Stanislav Kostka Neumann Explained

Stanislav Kostka Neumann (born Stanislav Jan Konstantin Václav Bohudar; 5 June 1875 – 28 June 1947) was Czech writer, poet, literary critic and journalist.

Biography

Stanislav Kostka Neumann was born on 5 June 1875 in Prague, Austria-Hungary. He was arrested in 1893 for his anarchist tendencies and sentenced to fourteen months in prison. He served his sentence in Plzeň-Bory.[1]

In 1907, he moved to Bílovice nad Svitavou. He lived here until 1915. From 1915 to 1917, during World War I, Neumann served as a soldier in the medical corps during the campaign in Albania and Macedonia. After the war, he moved back to Prague. He was married twice.[2]

He has undergone many stages of creative: symbolist (I Am an Apostle of the New Life), anarchist (A Dream About a Crowd of Desperate People, and Other Verses), landscape lyric (The Book of Forests, Hills, and Waters), civilist (New Songs), communist (Red Songs) and others. He was one of the founders of the Communist Party of Czechoslovakia.[3] He was a mentor of Jaroslav Seifert (Seifert dedicated his first book to Neumann).

He died on 28 June 1947 in Prague.

Honours

In 1964, a monument to Stanislav Kostka Neumann, created by Vincenc Makovský, was unveiled in Bílovice nad Svitavou.[2]

Notes and References

  1. Web site: Stanislav Kostka Neumann. Encyklopedie Brna. cs. 2023-10-27.
  2. Web site: Verše mu šly samy z pera, své sousedy však anarchista Neumann pobuřoval. iDNES.cz. cs. 2017-07-09. 2023-10-27.
  3. Web site: Stanislav Kostka Neumann.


§ AIM OF THE TASK
Search the entries below for the word "sinapis", then copy each line in which it is found.

Figure record listings
▼
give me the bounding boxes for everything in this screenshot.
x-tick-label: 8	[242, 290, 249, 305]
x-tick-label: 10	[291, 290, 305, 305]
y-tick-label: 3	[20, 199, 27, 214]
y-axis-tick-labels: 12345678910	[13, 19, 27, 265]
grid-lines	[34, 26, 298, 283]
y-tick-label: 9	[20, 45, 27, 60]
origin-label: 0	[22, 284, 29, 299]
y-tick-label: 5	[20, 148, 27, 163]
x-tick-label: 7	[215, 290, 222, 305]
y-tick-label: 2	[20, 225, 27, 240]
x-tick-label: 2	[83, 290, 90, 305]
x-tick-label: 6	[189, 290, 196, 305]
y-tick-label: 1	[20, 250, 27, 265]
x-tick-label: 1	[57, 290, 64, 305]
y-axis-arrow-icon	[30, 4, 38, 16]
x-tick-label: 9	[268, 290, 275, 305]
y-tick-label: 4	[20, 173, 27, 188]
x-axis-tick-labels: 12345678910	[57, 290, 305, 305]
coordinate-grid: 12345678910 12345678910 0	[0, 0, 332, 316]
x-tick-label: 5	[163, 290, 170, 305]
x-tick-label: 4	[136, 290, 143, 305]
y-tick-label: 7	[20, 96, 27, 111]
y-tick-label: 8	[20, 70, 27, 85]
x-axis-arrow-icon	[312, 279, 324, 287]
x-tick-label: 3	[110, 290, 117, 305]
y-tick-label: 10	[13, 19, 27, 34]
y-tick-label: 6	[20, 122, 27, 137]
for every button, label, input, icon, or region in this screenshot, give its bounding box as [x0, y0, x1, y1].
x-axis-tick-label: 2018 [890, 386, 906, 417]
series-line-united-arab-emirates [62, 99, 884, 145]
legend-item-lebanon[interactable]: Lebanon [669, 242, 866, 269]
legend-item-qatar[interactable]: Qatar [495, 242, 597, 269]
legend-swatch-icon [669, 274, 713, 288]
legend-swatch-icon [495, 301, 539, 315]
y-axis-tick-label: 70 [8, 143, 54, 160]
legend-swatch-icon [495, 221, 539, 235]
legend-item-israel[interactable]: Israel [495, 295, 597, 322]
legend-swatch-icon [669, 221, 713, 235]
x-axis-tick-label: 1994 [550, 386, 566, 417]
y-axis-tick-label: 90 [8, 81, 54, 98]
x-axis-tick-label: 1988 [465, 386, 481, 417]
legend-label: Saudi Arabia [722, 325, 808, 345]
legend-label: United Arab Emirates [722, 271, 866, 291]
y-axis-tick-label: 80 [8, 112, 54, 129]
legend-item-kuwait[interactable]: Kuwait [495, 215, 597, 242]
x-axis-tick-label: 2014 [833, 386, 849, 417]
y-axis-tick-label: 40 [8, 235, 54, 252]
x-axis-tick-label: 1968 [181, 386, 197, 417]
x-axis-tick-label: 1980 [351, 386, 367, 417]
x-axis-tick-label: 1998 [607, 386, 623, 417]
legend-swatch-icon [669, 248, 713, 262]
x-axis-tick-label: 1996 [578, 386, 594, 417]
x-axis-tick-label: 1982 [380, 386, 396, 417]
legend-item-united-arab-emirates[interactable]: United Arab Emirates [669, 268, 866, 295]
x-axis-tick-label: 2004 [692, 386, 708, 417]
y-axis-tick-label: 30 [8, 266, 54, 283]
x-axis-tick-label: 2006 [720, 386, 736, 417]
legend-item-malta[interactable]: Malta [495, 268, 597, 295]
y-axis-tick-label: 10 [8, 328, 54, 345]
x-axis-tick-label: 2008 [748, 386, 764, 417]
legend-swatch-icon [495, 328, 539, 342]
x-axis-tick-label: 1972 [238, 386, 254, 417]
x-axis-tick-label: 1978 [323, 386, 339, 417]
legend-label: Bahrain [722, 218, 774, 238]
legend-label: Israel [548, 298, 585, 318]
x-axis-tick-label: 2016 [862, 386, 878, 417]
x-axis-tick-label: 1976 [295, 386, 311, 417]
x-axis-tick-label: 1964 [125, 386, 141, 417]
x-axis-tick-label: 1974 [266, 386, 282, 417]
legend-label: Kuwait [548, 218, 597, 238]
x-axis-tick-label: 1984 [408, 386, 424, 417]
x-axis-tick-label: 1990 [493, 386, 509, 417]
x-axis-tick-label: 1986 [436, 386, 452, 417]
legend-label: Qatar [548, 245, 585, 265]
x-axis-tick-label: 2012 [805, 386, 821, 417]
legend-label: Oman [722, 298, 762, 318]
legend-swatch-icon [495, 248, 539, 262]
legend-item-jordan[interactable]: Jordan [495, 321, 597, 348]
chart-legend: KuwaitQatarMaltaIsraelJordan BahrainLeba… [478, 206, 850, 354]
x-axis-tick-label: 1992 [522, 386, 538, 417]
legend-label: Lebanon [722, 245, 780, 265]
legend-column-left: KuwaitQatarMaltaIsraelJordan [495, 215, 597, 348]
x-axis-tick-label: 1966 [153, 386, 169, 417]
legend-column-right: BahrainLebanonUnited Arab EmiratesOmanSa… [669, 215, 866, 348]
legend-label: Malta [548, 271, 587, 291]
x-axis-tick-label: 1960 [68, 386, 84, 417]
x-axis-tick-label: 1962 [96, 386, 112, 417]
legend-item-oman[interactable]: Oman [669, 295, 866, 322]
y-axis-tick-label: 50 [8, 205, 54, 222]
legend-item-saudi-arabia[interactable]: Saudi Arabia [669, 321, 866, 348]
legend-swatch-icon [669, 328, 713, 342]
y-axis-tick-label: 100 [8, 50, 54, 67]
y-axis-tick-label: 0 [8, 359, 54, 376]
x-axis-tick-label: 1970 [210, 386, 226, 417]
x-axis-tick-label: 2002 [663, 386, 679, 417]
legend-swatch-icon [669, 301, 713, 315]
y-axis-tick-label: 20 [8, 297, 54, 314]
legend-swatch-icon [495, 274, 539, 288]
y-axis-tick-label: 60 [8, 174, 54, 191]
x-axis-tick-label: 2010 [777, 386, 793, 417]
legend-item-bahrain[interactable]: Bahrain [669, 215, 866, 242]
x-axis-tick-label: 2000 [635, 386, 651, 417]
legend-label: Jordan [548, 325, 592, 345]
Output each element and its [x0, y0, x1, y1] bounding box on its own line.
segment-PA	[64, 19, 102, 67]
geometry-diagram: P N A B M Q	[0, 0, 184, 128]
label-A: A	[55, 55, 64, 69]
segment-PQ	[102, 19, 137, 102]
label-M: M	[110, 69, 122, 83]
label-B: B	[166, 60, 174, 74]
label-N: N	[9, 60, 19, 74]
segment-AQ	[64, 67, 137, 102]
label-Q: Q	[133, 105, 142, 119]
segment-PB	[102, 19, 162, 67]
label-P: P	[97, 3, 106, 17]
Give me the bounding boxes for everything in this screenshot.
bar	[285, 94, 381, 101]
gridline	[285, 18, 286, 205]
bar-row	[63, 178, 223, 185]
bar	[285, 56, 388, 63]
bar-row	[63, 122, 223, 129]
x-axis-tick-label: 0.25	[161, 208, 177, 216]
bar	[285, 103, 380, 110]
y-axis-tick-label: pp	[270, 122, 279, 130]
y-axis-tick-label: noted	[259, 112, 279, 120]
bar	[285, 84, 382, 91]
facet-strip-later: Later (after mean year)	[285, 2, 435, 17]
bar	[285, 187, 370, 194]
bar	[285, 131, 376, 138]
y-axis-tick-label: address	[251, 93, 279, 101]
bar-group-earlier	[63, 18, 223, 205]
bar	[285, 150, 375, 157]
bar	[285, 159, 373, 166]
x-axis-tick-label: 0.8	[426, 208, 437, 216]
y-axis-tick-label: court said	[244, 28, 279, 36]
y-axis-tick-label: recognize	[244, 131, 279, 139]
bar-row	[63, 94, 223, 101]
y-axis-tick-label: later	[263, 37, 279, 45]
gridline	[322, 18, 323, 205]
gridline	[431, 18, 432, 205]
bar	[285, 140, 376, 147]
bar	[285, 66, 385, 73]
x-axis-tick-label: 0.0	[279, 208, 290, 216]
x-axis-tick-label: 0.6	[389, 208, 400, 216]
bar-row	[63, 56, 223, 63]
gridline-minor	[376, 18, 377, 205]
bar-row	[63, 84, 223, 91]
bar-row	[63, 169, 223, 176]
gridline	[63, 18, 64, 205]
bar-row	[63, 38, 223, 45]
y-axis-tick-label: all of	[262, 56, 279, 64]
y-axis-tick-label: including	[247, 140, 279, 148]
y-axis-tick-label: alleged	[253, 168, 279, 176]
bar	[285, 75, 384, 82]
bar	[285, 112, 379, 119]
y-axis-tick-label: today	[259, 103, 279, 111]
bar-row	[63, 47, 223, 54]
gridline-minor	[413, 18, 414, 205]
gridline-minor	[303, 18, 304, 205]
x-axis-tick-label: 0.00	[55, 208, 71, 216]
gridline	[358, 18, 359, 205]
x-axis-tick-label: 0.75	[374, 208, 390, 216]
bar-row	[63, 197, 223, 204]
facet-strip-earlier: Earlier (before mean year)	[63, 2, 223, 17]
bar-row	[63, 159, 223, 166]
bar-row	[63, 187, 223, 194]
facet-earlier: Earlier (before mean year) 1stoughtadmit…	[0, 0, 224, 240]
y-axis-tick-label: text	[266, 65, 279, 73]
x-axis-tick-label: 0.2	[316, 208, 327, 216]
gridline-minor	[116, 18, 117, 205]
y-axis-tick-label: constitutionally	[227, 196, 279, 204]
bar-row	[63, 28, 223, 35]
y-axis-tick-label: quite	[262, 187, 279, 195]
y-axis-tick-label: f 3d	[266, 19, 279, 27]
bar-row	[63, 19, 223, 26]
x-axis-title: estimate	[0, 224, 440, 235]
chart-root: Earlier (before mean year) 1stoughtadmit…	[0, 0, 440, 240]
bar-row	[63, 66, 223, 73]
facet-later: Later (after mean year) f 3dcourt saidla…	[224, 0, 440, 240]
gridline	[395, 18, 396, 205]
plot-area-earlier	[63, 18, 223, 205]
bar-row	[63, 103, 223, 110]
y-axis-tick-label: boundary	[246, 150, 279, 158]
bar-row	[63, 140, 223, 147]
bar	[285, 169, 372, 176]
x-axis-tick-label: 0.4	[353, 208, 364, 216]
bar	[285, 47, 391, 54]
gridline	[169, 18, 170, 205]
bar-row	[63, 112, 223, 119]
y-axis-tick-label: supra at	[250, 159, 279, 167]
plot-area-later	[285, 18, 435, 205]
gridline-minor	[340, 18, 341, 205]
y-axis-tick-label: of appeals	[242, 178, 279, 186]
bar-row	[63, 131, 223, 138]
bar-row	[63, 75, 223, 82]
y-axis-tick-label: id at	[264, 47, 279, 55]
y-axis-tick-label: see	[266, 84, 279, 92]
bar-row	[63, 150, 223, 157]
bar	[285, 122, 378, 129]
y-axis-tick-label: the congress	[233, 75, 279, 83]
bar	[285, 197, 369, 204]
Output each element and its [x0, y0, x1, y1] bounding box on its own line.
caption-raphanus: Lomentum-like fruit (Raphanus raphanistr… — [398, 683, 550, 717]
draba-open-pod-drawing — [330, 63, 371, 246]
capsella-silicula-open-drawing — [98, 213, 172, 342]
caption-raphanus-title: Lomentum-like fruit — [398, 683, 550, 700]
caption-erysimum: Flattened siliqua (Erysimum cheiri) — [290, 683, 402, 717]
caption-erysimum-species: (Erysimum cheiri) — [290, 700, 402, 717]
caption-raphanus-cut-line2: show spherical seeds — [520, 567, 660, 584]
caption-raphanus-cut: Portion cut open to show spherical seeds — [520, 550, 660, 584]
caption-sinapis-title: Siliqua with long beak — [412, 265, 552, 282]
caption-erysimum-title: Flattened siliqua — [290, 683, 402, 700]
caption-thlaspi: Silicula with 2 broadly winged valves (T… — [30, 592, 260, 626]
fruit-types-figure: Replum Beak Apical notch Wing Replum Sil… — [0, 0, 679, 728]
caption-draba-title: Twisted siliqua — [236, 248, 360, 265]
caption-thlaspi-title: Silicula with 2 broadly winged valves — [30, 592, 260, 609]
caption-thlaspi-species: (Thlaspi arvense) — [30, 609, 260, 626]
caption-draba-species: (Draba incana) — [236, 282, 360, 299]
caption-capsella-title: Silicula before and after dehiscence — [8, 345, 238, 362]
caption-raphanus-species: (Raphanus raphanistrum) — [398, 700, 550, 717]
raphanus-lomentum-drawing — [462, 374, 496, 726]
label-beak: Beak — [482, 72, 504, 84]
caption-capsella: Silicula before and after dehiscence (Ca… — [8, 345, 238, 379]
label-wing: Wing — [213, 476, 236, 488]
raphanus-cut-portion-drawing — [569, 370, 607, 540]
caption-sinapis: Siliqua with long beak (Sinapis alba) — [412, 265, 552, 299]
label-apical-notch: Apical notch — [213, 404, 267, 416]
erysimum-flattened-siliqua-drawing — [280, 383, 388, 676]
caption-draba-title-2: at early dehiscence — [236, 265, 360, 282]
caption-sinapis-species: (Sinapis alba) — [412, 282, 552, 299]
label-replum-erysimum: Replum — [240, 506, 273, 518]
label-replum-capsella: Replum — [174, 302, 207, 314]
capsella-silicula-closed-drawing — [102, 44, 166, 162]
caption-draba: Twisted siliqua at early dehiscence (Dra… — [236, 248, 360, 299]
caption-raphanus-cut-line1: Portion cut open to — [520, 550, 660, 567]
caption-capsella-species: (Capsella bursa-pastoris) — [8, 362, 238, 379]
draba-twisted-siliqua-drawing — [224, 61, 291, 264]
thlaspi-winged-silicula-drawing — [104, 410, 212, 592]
▲
§ OUTPUT FOR THIS EXERCISE
caption-sinapis-title: Siliqua with long beak — [412, 265, 552, 282]
caption-sinapis: Siliqua with long beak (Sinapis alba) — [412, 265, 552, 299]
caption-sinapis-species: (Sinapis alba) — [412, 282, 552, 299]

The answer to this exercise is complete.